The “Wallow Fire” in Arizona
250-meter resolution MODIS true color and false color Red/Green/Blue (RGB) images from the SSEC MODIS Today site (above) showed the long, dense smoke plume (gray on the true color image) and the hottest active fires (pink on the false color image) around the perimeter of the large burn scar of the “Wallow Fire” in eastern Arizona on 03 June 2011. At over 106,000 acres, the Wallow Fire has become the 4th largest wildfire in Arizona history.
===== 04 JUNE UPDATE =====
1-km resolution GOES-13 0.63 µm visible channel images (below; click image to play animation) showed the development of a very large pyrocumulus cloud late in the afternoon on 04 June 2011 (note: the date labels on some of the images are incorrect; the Rapid Scan Operations animation spans from 16:02 UTC on 04 June to 00:55 UTC on 05 June).

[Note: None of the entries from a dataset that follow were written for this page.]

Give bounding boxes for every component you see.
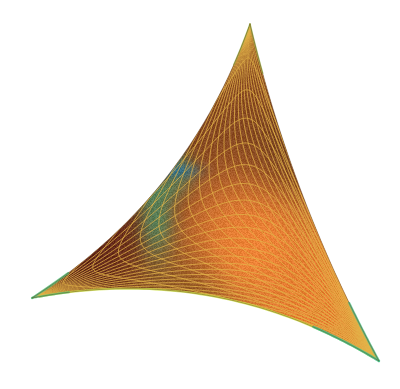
surface-shading-canvas — [0, 0, 400, 389]
surface-plot-figure — [0, 0, 400, 389]
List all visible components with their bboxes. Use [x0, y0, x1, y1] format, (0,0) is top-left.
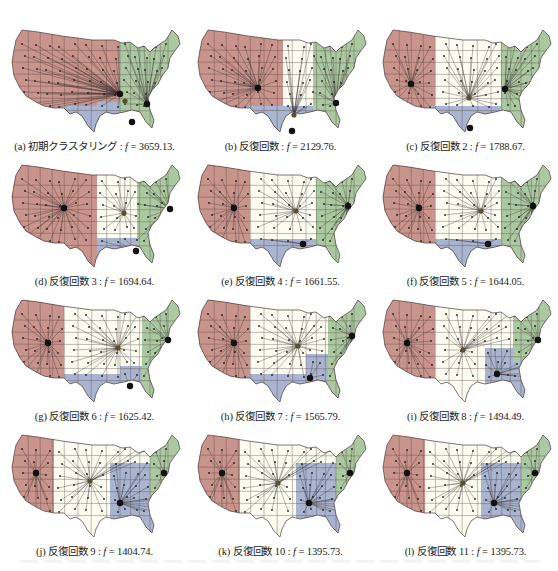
region-northeast [150, 423, 187, 497]
caption-period: . [172, 141, 175, 152]
caption-period: . [340, 546, 343, 557]
us-cluster-map [373, 153, 558, 271]
caption-separator: : [285, 546, 293, 557]
map-panel: (j) 反復回数 9 : f = 1404.74. [2, 423, 187, 558]
map-panel: (d) 反復回数 3 : f = 1694.64. [2, 153, 187, 288]
map-panel: (e) 反復回数 4 : f = 1661.55. [188, 153, 373, 288]
cluster-centroid-marker [293, 208, 298, 213]
us-cluster-map [373, 423, 558, 541]
caption-equals: = [107, 411, 118, 422]
map-panel: (c) 反復回数 2 : f = 1788.67. [373, 18, 558, 153]
cluster-centroid-marker [289, 128, 295, 134]
region-northeast [137, 153, 187, 271]
cluster-centroid-marker [408, 81, 414, 87]
cluster-centroid-marker [45, 340, 51, 346]
us-cluster-map [188, 153, 373, 271]
caption-separator: : [279, 141, 287, 152]
cluster-centroid-marker [117, 91, 123, 97]
region-southeast [97, 102, 120, 136]
region-northeast [336, 423, 373, 497]
cluster-centroid-marker [349, 333, 355, 339]
map-panel: (f) 反復回数 5 : f = 1644.05. [373, 153, 558, 288]
caption-label: (d) 反復回数 3 [35, 276, 97, 287]
cluster-centroid-marker [295, 343, 300, 348]
region-northeast [328, 288, 373, 406]
caption-label: (e) 反復回数 4 [221, 276, 282, 287]
cluster-centroid-marker [33, 470, 39, 476]
caption-label: (f) 反復回数 5 [407, 276, 467, 287]
region-northeast [513, 288, 558, 362]
caption-separator: : [282, 276, 290, 287]
cluster-centroid-marker [416, 205, 422, 211]
us-cluster-map [188, 288, 373, 406]
panel-caption: (h) 反復回数 7 : f = 1565.79. [188, 408, 373, 423]
us-cluster-map [188, 18, 373, 136]
caption-equals: = [477, 276, 488, 287]
cluster-centroid-marker [478, 208, 483, 213]
caption-equals: = [128, 141, 139, 152]
caption-equals: = [480, 546, 491, 557]
cluster-centroid-marker [404, 470, 410, 476]
map-panel: (a) 初期クラスタリング : f = 3659.13. [2, 18, 187, 153]
objective-value: 1395.73 [307, 546, 340, 557]
figure-grid: (a) 初期クラスタリング : f = 3659.13.(b) 反復回数 : f… [0, 0, 558, 571]
us-cluster-map [2, 153, 187, 271]
panel-caption: (g) 反復回数 6 : f = 1625.42. [2, 408, 187, 423]
caption-label: (b) 反復回数 [225, 141, 279, 152]
caption-equals: = [293, 276, 304, 287]
cluster-centroid-marker [117, 500, 123, 506]
objective-value: 1694.64 [118, 276, 151, 287]
map-panel: (h) 反復回数 7 : f = 1565.79. [188, 288, 373, 423]
cluster-centroid-marker [231, 340, 237, 346]
cluster-centroid-marker [467, 125, 473, 131]
objective-value: 1494.49 [488, 411, 521, 422]
cluster-centroid-marker [121, 210, 126, 215]
region-northeast [521, 423, 558, 497]
us-cluster-map [373, 18, 558, 136]
us-cluster-map [188, 423, 373, 541]
region-northeast [501, 18, 558, 136]
cluster-centroid-marker [167, 206, 173, 212]
cluster-centroid-marker [61, 205, 67, 211]
caption-equals: = [107, 276, 118, 287]
panel-caption: (f) 反復回数 5 : f = 1644.05. [373, 273, 558, 288]
caption-period: . [337, 276, 340, 287]
caption-equals: = [478, 141, 489, 152]
caption-period: . [334, 141, 337, 152]
region-southeast [435, 113, 521, 136]
caption-separator: : [467, 276, 475, 287]
cluster-centroid-marker [165, 337, 171, 343]
caption-label: (c) 反復回数 2 [406, 141, 467, 152]
cluster-centroid-marker [307, 375, 313, 381]
cluster-centroid-marker [347, 470, 353, 476]
objective-value: 1644.05 [488, 276, 521, 287]
us-cluster-map [2, 18, 187, 136]
caption-label: (j) 反復回数 9 [36, 546, 95, 557]
caption-period: . [152, 276, 155, 287]
caption-label: (i) 反復回数 8 [407, 411, 466, 422]
caption-equals: = [289, 141, 300, 152]
caption-period: . [522, 276, 525, 287]
caption-equals: = [293, 411, 304, 422]
cluster-centroid-marker [535, 337, 541, 343]
cluster-centroid-marker [133, 248, 139, 254]
cluster-centroid-marker [345, 203, 351, 209]
region-west [188, 288, 250, 406]
cluster-centroid-marker [466, 95, 471, 100]
caption-equals: = [106, 546, 117, 557]
panel-caption: (c) 反復回数 2 : f = 1788.67. [373, 138, 558, 153]
panel-caption: (k) 反復回数 10 : f = 1395.73. [188, 543, 373, 558]
objective-value: 1625.42 [118, 411, 151, 422]
region-west [188, 153, 250, 271]
cluster-centroid-marker [161, 470, 167, 476]
cluster-centroid-marker [485, 241, 491, 247]
map-panel: (b) 反復回数 : f = 2129.76. [188, 18, 373, 153]
caption-period: . [150, 546, 153, 557]
region-west [373, 153, 435, 271]
cluster-centroid-marker [532, 470, 538, 476]
objective-value: 3659.13 [139, 141, 172, 152]
cluster-centroid-marker [275, 480, 280, 485]
cluster-centroid-marker [219, 470, 225, 476]
region-west [2, 288, 64, 406]
objective-value: 1395.73 [490, 546, 523, 557]
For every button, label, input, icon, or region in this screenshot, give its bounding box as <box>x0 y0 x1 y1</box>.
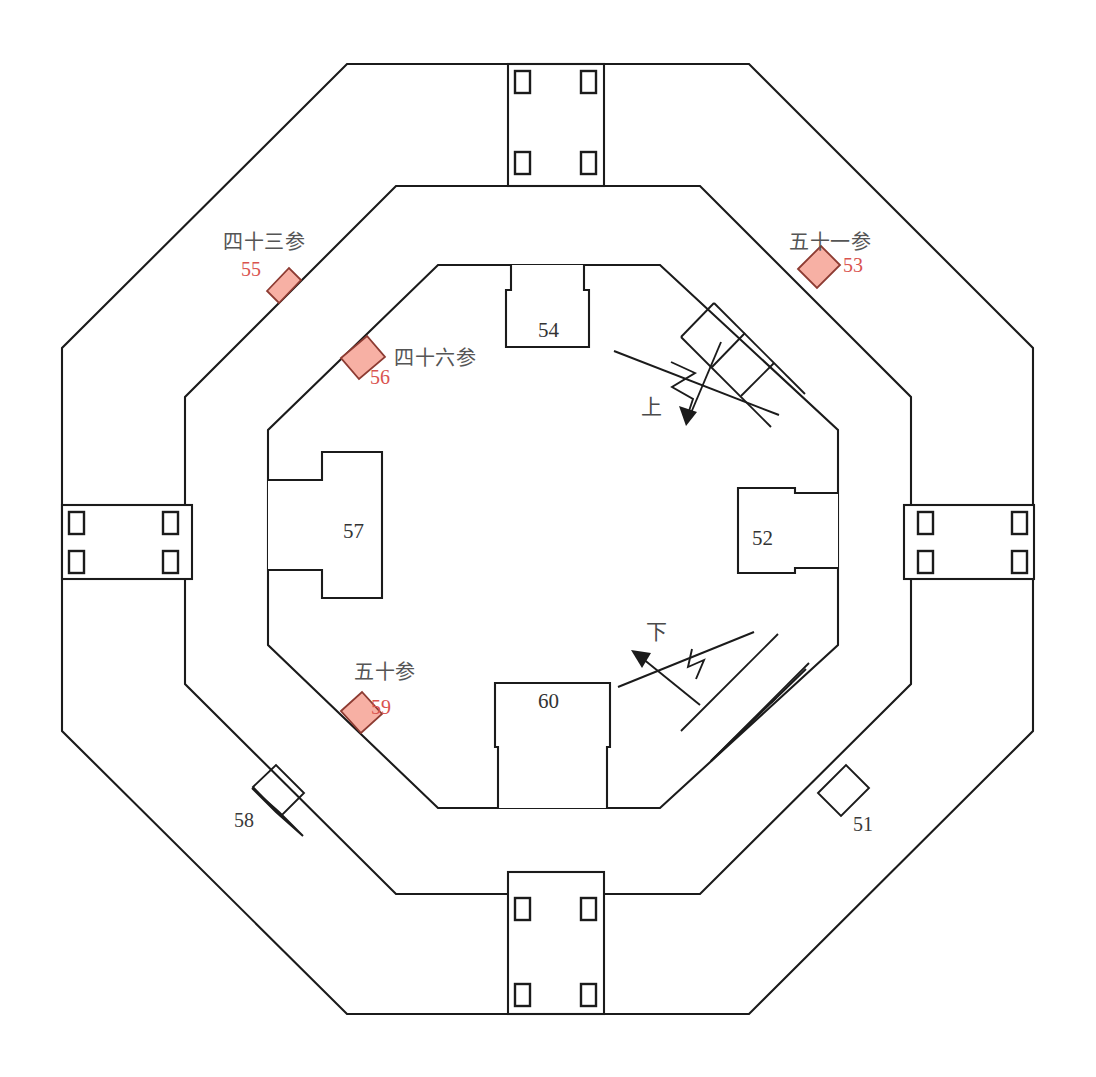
gate-west-pillar-se <box>163 551 178 573</box>
gate-west-pillar-sw <box>69 551 84 573</box>
marker-51-label: 51 <box>853 814 873 834</box>
marker-56-number-label: 56 <box>370 367 390 387</box>
gate-north-pillar-se <box>581 152 596 174</box>
marker-55-chinese-label: 四十三参 <box>223 232 305 252</box>
marker-58-outline <box>253 765 304 816</box>
gate-west-pillar-nw <box>69 512 84 534</box>
room-54-label: 54 <box>538 320 559 341</box>
marker-55-number-label: 55 <box>241 259 261 279</box>
gate-west-pillar-ne <box>163 512 178 534</box>
stair-down-label: 下 <box>646 622 667 643</box>
gate-east <box>904 505 1034 579</box>
stair-down-arrow-line <box>637 654 700 705</box>
marker-53-chinese-label: 五十一参 <box>789 232 871 252</box>
gate-north-pillar-ne <box>581 71 596 93</box>
gate-south-pillar-se <box>581 984 596 1006</box>
room-60-label: 60 <box>538 691 559 712</box>
stair-up-label: 上 <box>641 397 662 418</box>
gate-north-pillar-sw <box>515 152 530 174</box>
gate-south <box>508 872 604 1014</box>
marker-53-number-label: 53 <box>843 255 863 275</box>
gate-north-pillar-nw <box>515 71 530 93</box>
marker-56-chinese-label: 四十六参 <box>394 348 476 368</box>
gate-east-pillar-sw <box>918 551 933 573</box>
marker-55-shape <box>267 268 301 303</box>
marker-59-chinese-label: 五十参 <box>354 662 416 682</box>
marker-51-outline <box>818 765 869 816</box>
stair-up-stringer-outer <box>714 303 805 394</box>
floor-plan-drawing <box>0 0 1096 1077</box>
room-57-shape <box>268 452 382 598</box>
gate-north <box>508 64 604 186</box>
stair-up-tread-1 <box>681 303 714 337</box>
floor-plan-canvas: 54 57 52 60 四十三参 55 五十一参 53 四十六参 56 五十参 … <box>0 0 1096 1077</box>
gate-east-pillar-nw <box>918 512 933 534</box>
room-52-label: 52 <box>752 528 773 549</box>
gate-west <box>62 505 192 579</box>
gate-east-pillar-se <box>1012 551 1027 573</box>
gate-south-pillar-ne <box>581 898 596 920</box>
marker-59-number-label: 59 <box>371 697 391 717</box>
gate-east-pillar-ne <box>1012 512 1027 534</box>
stair-up-tread-3 <box>741 363 774 396</box>
stair-down-arrow-head <box>631 650 651 668</box>
stair-up-arrow-head <box>679 406 697 426</box>
marker-58-label: 58 <box>234 810 254 830</box>
room-57-label: 57 <box>343 521 364 542</box>
stair-down-stringer-inner <box>681 634 778 731</box>
stair-down-stringer-outer <box>711 663 809 761</box>
stair-down-tread-3 <box>771 669 806 703</box>
gate-south-pillar-sw <box>515 984 530 1006</box>
gate-south-pillar-nw <box>515 898 530 920</box>
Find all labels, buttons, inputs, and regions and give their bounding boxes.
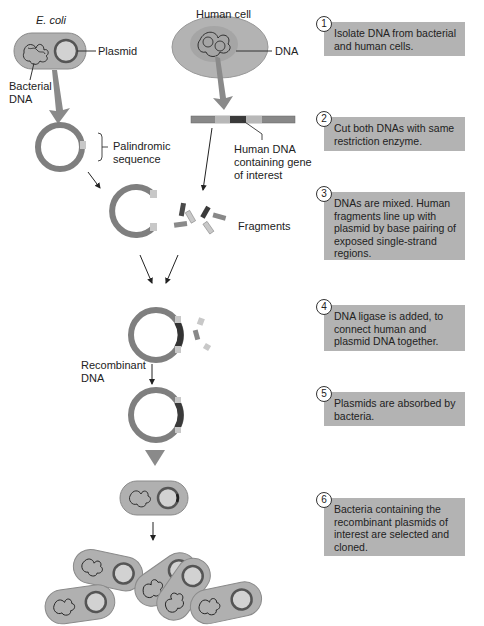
plasmid-with-insert	[131, 310, 211, 360]
plasmid-ring	[38, 125, 108, 169]
step-text: DNAs are mixed. Human fragments line up …	[334, 197, 456, 259]
step-box-1: Isolate DNA from bacterial and human cel…	[324, 22, 465, 56]
bacterial-dna-label-2: DNA	[9, 93, 32, 106]
step-number-5: 5	[316, 386, 332, 402]
cloned-bacteria	[43, 546, 265, 626]
step-box-6: Bacteria containing the recombinant plas…	[324, 498, 465, 556]
plasmid-label: Plasmid	[98, 45, 137, 58]
step-box-5: Plasmids are absorbed by bacteria.	[324, 392, 465, 426]
step-text: Bacteria containing the recombinant plas…	[334, 503, 449, 553]
step-number-4: 4	[316, 299, 332, 315]
palindromic-label-1: Palindromic	[113, 140, 170, 153]
human-dna-label-1: Human DNA	[234, 143, 296, 156]
human-dna-label-3: of interest	[234, 169, 282, 182]
arrow-down-icon	[49, 70, 70, 124]
step-box-3: DNAs are mixed. Human fragments line up …	[324, 192, 465, 260]
step-number-2: 2	[316, 111, 332, 127]
human-dna-strand	[191, 116, 295, 140]
human-dna-label-2: containing gene	[234, 156, 312, 169]
recombinant-label-1: Recombinant	[81, 359, 146, 372]
step-text: Isolate DNA from bacterial and human cel…	[334, 27, 456, 52]
step-text: Cut both DNAs with same restriction enzy…	[334, 122, 454, 147]
step-box-2: Cut both DNAs with same restriction enzy…	[324, 117, 465, 151]
human-cell	[172, 16, 272, 78]
dna-fragments	[174, 203, 226, 234]
step-box-4: DNA ligase is added, to connect human an…	[324, 305, 465, 351]
ecoli-label: E. coli	[36, 14, 66, 27]
recombinant-plasmid	[131, 390, 181, 440]
bacterial-dna-label-1: Bacterial	[9, 80, 52, 93]
step-text: Plasmids are absorbed by bacteria.	[334, 397, 455, 422]
step-number-6: 6	[316, 492, 332, 508]
recombinant-label-2: DNA	[81, 372, 104, 385]
human-cell-label: Human cell	[196, 8, 251, 21]
cut-plasmid	[112, 187, 157, 235]
bacterium	[120, 481, 188, 515]
arrow-down-icon	[145, 450, 165, 466]
dna-label: DNA	[275, 45, 298, 58]
palindromic-label-2: sequence	[113, 153, 161, 166]
step-text: DNA ligase is added, to connect human an…	[334, 310, 443, 347]
step-number-1: 1	[316, 16, 332, 32]
fragments-label: Fragments	[238, 220, 291, 233]
step-number-3: 3	[316, 186, 332, 202]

A comparison of SSEC MODIS Today 250-meter resolution true color and false color Red/Green/Blue (RGB) images (below) from the Terra satellite (17:38 overpass time) and the Aqua satellite (20:53 UTC overpass time) showed a more detailed view of the development of the pyrocumulus cloud (brighter white, within the gray colored smoke plume on the true color image), as well as the flare-up of very hot active fires (pink features in the false color image).